Increasing work_mem and shared_buffers on Postgres 9.2 significantly slows down queries

First of all, keep in mind that work_mem is per operation and so it can get excessive pretty quickly. In general if you are not having trouble with sorts being slow I would leave work_mem alone until you need it.

Looking at your query plans, one thing that strikes me is that the buffer hits are very different looking at the two plans, and that even the sequential scans are slower. I suspect that the issue has to do with read-ahead caching and having less space for that. What this means is you are biasing memory for re-use of indexes and against reading tables on disk.


My understanding is that PostgreSQL will look to the cache for a page before reading it from disk because it doesn't know really whether the OS cache will contain that page. Because the pages are then staying in the cache and because that cache is slower than the OS cache, this changes the sorts of queries which are fast vs the sorts that are slow. In fact reading the plans, aside from work_mem issues, it looks like all of your query info comes from the cache but it is a question of which cache.

work_mem: how much memory we can allocate for a sort or related join operation. This is per operation, not per statement or per back-end, so a single complex query can use many times this amount of memory. It isn't clear you are hitting this limit but it is worth noting and being aware of. if you increase this too far, you lose memory that might be available for the read cache and the shared buffers.

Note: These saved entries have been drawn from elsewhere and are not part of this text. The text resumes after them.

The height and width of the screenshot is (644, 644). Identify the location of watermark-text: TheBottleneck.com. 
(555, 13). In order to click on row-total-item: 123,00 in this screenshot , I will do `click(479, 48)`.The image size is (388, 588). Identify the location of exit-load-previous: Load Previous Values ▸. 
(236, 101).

shared_buffers: how much memory to allocate to the actual PostgreSQL page queue. Now, ideally the interesting set of your database will stay in memory cached here and in the read buffers. However, what this does is ensure that the most frequently used information across all backends gets cached and not flushed to disk. On Linux this cache is significantly slower than the OS disk cache, but it offers guarantees that the OS disk cache dos not and is transparent to PostgreSQL. This is pretty clearly where your problem is.

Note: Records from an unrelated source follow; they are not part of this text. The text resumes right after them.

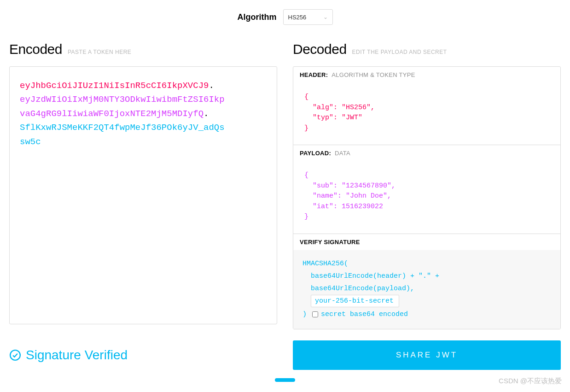  I want to click on header-head-weak: ALGORITHM & TOKEN TYPE, so click(373, 75).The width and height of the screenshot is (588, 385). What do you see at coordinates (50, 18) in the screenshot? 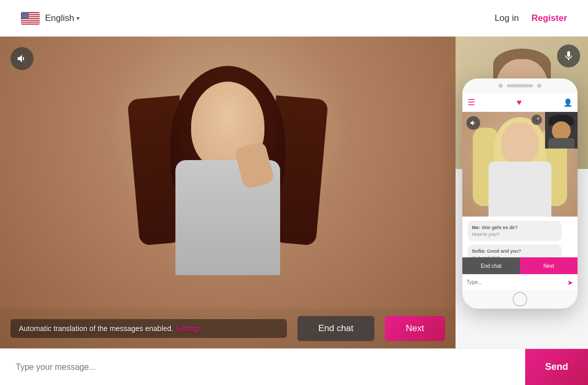
I see `header-left: English ▾` at bounding box center [50, 18].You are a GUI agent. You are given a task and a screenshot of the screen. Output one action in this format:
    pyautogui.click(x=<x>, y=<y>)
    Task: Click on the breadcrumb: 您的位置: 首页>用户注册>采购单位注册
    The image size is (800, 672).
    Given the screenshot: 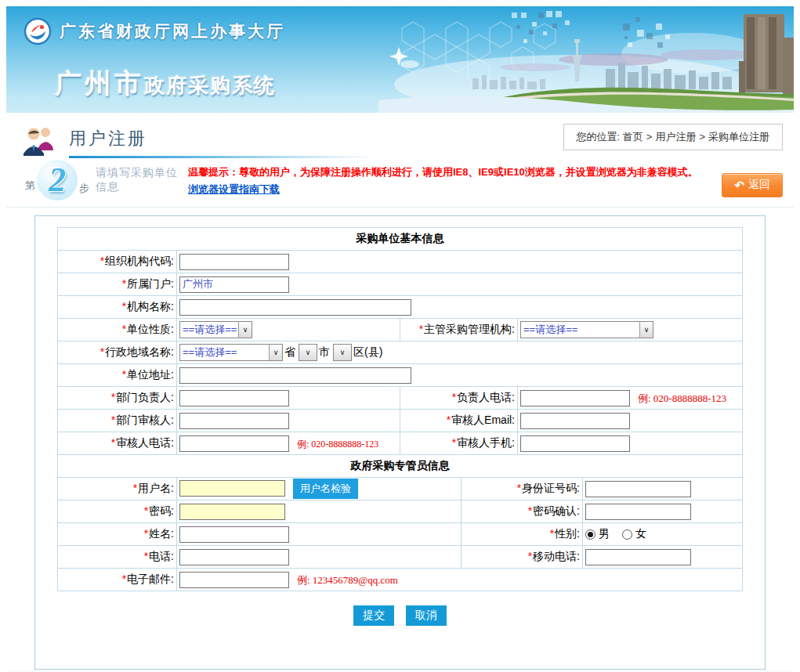 What is the action you would take?
    pyautogui.click(x=673, y=137)
     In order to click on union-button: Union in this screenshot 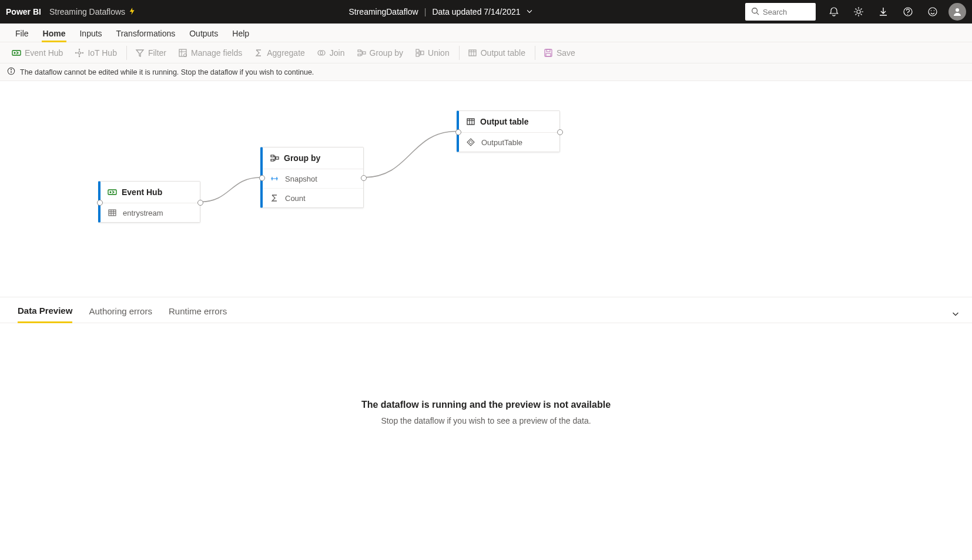, I will do `click(433, 53)`.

So what happens is that when we have a request, we check the shared buffers first since PostgreSQL has deep knowledge of this cache, and look for the pages. If they are not there we ask the OS to open them from the file, and if the OS has cached the result it returns the cached copy (this is faster than the shared buffers, but Pg can't tell whether it is cached or on disk, and disk is much slower so PostgreSQL typically will not take that chance). Keep in mind this affects random vs sequential page access as well. So you may get better performance with lower shared_buffers settings.

My gut sense is that you probably get better, or at least more consistent, performance in high concurrency environments with larger shared_buffer settings. Also keep in mind that PostgreSQL grabs this memory and holds it so if you have other things running on the system, the read buffers will hold files read by other processes. It's a very large and complex topic. Larger shared buffer settings provide better guarantees of performance but may deliver less performance in some cases.


Apart from the seemingly paradoxical effect that increasing work_mem decreases performance (@Chris might have an explanation), you can improve your function in at least two ways.

  • Rewrite two fake LEFT JOIN's with JOIN. That might confuse the query planner and lead to inferior plans.

SELECT count(*) AS ct
FROM   contest            c
JOIN   contestparticipant cp ON cp.contestId = c.id
JOIN   personinfo         pi ON pi.id = cp.personinfoid
LEFT   JOIN teammember    tm ON tm.contestparticipantid = cp.id
LEFT   JOIN staffmember   sm ON sm.contestparticipantid = cp.id
LEFT   JOIN person        p  ON p.id = cp.personid
WHERE (pi.firstname LIKE '%a%'
OR     pi.lastname  LIKE '%b%')
  • Assuming that your actual search patterns are more selective, use trigram indexes on pi.firstname and pi.lastname to support non-anchored LIKE searches. (Shorter patterns like '%a%' are supported as well but an index is not likely to help for non-selective predicates.):

CREATE INDEX personinfo_firstname_gin_idx ON personinfo USING gin (firstname gin_trgm_ops);
CREATE INDEX personinfo_lastname_gin_idx  ON personinfo USING gin (lastname gin_trgm_ops);

Or one multicolumn index:

CREATE INDEX personinfo_name_gin_idx ON personinfo USING gin (firstname gin_trgm_ops, lastname gin_trgm_ops);

Should make your query quite a bit faster. You need to install the additional module pg_trgm for this. Details under these related questions:

  • How is LIKE implemented?
  • Pattern matching with LIKE, SIMILAR TO or regular expressions in PostgreSQL

Also, have you tried setting work_mem locally - for the current transaction only?

SET LOCAL work_mem = '96MB';

This keeps concurrent transactions from also eating more RAM, possibly starving each other.